There are other tools out there that have more compression options, but I made CSS Tweak to be simple, fast and easy to use. This meant only including the features that I felt were the most useful. By concentrating on things like making the interface simple and straight-forward, the tool would be far more beneficial for the majority of users that wouldn’t want more advanced compression options.
One major difference from other tools however, is that you can stop it from altering your syntactical layout. Instead it will go through and stick with the code layout structure you have defined, and clean up any areas that are incorrectly formatted. Some other tools tend to reformat your CSS, and move things around.
CSS Tweak also comes with it's very own OS X dashboard widget.
http://www.cssdev.com/csstweak/ - CatalystGhost, on 10/12/2007, -0/+1Look! Up in the sky! It's a bird! It's a plane! It's a... who are we *****? Gabe Newell's too fat to be flying, but he can still be Superdouche!
- Wang, on 10/12/2007, -0/+1Thanks for submitting this. I've missed seeing useful things like this on digg,
- zephc, on 10/12/2007, -0/+1Or better yet, auto-generate your CSS from templates. Bonus points if you write your own templating language.

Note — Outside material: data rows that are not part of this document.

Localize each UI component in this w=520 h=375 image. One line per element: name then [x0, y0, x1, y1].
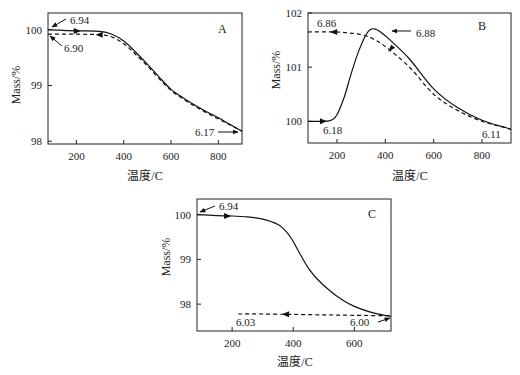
y-tick-label: 100 [26, 24, 43, 36]
x-axis-title: 温度/C [127, 168, 162, 183]
y-tick-label: 100 [286, 115, 303, 127]
annotation-6-94: 6.94 [70, 14, 90, 26]
x-ticks: 200400600800 [329, 139, 491, 161]
x-tick-label: 600 [163, 150, 180, 162]
direction-arrow [330, 29, 337, 35]
x-tick-label: 800 [474, 149, 491, 161]
x-tick-label: 800 [210, 150, 227, 162]
panel-label: C [368, 207, 376, 221]
x-tick-label: 400 [285, 337, 302, 349]
x-tick-label: 600 [346, 337, 363, 349]
arrows-layer [320, 29, 411, 124]
direction-arrow [388, 45, 395, 52]
panel-a: 200400600800 9899100 A 温度/C Mass/% 6.94 … [9, 13, 242, 183]
y-axis-title: Mass/% [9, 66, 23, 105]
x-tick-label: 400 [377, 149, 394, 161]
y-tick-label: 102 [286, 7, 303, 19]
x-axis-title: 温度/C [277, 354, 312, 369]
plot-frame [197, 199, 391, 331]
x-tick-label: 200 [329, 149, 346, 161]
series-line-cooling [308, 32, 511, 130]
x-ticks: 200400600800 [68, 140, 227, 162]
annotation-6-03: 6.03 [236, 316, 256, 328]
annotation-6-17: 6.17 [195, 126, 215, 138]
y-tick-label: 98 [180, 298, 192, 310]
annotation-6-00: 6.00 [350, 316, 370, 328]
x-tick-label: 600 [425, 149, 442, 161]
annotation-6-86: 6.86 [317, 17, 337, 29]
panel-c: 200400600 9899100 C 温度/C Mass/% 6.94 6.0… [159, 199, 391, 369]
annotation-arrow [50, 36, 62, 46]
direction-arrow [282, 311, 289, 317]
annotation-6-94: 6.94 [219, 200, 239, 212]
annotation-6-11: 6.11 [482, 128, 501, 140]
y-axis-title: Mass/% [159, 238, 173, 277]
y-tick-label: 101 [286, 61, 303, 73]
annotation-6-18: 6.18 [323, 124, 343, 136]
x-ticks: 200400600 [224, 327, 363, 349]
x-tick-label: 400 [115, 150, 132, 162]
plot-frame [48, 13, 242, 144]
annotation-arrow [200, 206, 215, 212]
direction-arrow [74, 28, 81, 34]
annotation-arrow [52, 19, 66, 27]
series-layer [197, 215, 391, 317]
figure: 200400600800 9899100 A 温度/C Mass/% 6.94 … [0, 0, 520, 375]
panel-label: A [218, 22, 227, 36]
panel-label: B [478, 19, 486, 33]
y-tick-label: 100 [175, 209, 192, 221]
y-tick-label: 99 [31, 79, 43, 91]
x-tick-label: 200 [68, 150, 85, 162]
panel-b: 200400600800 100101102 B 温度/C Mass/% 6.8… [269, 7, 511, 183]
series-layer [308, 29, 511, 130]
x-tick-label: 200 [224, 337, 241, 349]
x-axis-title: 温度/C [392, 168, 427, 183]
direction-arrow [96, 32, 103, 38]
y-tick-label: 99 [180, 253, 192, 265]
series-line-heating [197, 215, 391, 317]
arrows-layer [200, 206, 390, 322]
y-axis-title: Mass/% [269, 51, 283, 90]
annotation-6-90: 6.90 [64, 42, 84, 54]
y-tick-label: 98 [31, 135, 43, 147]
annotation-arrow [378, 318, 390, 322]
annotation-6-88: 6.88 [416, 27, 436, 39]
series-line-heating [308, 29, 511, 130]
direction-arrow [224, 213, 231, 219]
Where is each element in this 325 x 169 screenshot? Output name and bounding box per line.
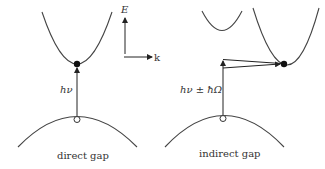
band-diagram: hν direct gap E k hν ± ħΩ indirect gap (0, 0, 325, 169)
direct-hole-icon (74, 117, 80, 123)
direct-conduction-band (42, 12, 112, 64)
indirect-phonon-path-upper (223, 60, 281, 64)
indirect-electron-icon (281, 61, 287, 67)
indirect-conduction-band-main (253, 8, 319, 65)
direct-gap-panel: hν direct gap (18, 12, 137, 161)
direct-transition-label: hν (60, 84, 73, 95)
indirect-phonon-arrow (223, 64, 280, 68)
direct-gap-caption: direct gap (57, 150, 109, 161)
momentum-axis-label: k (154, 52, 161, 63)
energy-momentum-axes: E k (120, 4, 161, 63)
energy-axis-label: E (120, 4, 129, 15)
direct-electron-icon (74, 61, 80, 67)
indirect-gap-panel: hν ± ħΩ indirect gap (165, 8, 319, 159)
indirect-gap-caption: indirect gap (199, 148, 261, 159)
indirect-transition-label: hν ± ħΩ (180, 84, 222, 95)
indirect-conduction-band-secondary (202, 11, 242, 31)
indirect-hole-icon (220, 116, 226, 122)
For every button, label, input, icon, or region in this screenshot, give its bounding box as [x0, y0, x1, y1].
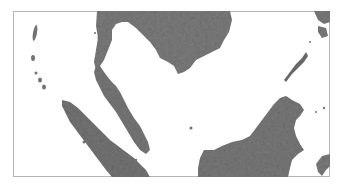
landmass-borneo: [198, 96, 304, 177]
landmass-palawan: [284, 52, 308, 82]
landmass-indochina: [94, 11, 232, 74]
andaman-nicobar-islands: [31, 25, 46, 90]
relief-map: [0, 0, 342, 187]
landmass-philippines-island: [318, 26, 328, 38]
landmass-philippines: [314, 11, 330, 24]
landmass-sulawesi: [316, 154, 330, 176]
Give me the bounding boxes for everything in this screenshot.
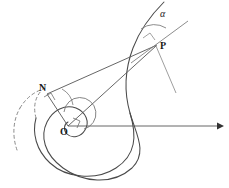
polar-axis (68, 123, 224, 130)
right-angle-mark-at-n (44, 93, 55, 100)
spiral-figure: O P N α (0, 0, 229, 188)
spiral-outer-loop (35, 113, 134, 176)
label-point-p: P (160, 41, 166, 51)
label-origin-o: O (60, 127, 68, 137)
segment-np (47, 45, 157, 94)
right-angle-mark-at-p (143, 33, 155, 40)
label-point-n: N (39, 83, 46, 93)
right-angle-mark-at-o (73, 118, 80, 128)
tangent-line-at-p (131, 21, 188, 93)
segment-on (47, 94, 68, 126)
spiral-dashed-continuation (14, 89, 43, 150)
arc-at-o (64, 98, 96, 129)
axis-arrowhead (217, 123, 224, 130)
label-angle-alpha: α (160, 9, 165, 19)
logarithmic-spiral-curve (44, 2, 164, 180)
arc-at-n (62, 89, 73, 105)
spiral-diagram-canvas (0, 0, 229, 188)
radius-vector-op (68, 46, 156, 126)
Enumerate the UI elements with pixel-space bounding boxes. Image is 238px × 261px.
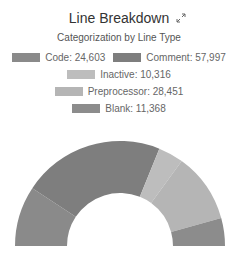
semi-donut-chart [0,0,238,261]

- kaffein, on 10/12/2007, -0/+1The only thing that this thing needs is a to place the parameters in a specific order...
This way it would be even easier to find them when you need to edit.
I usually do this manually when I'm "done" with a site... - Innatech, on 10/12/2007, -0/+1Heh. When I read the headline, I was sure this would be about a particularly clueless CMS portal designer. A different kind of tool, I suppose.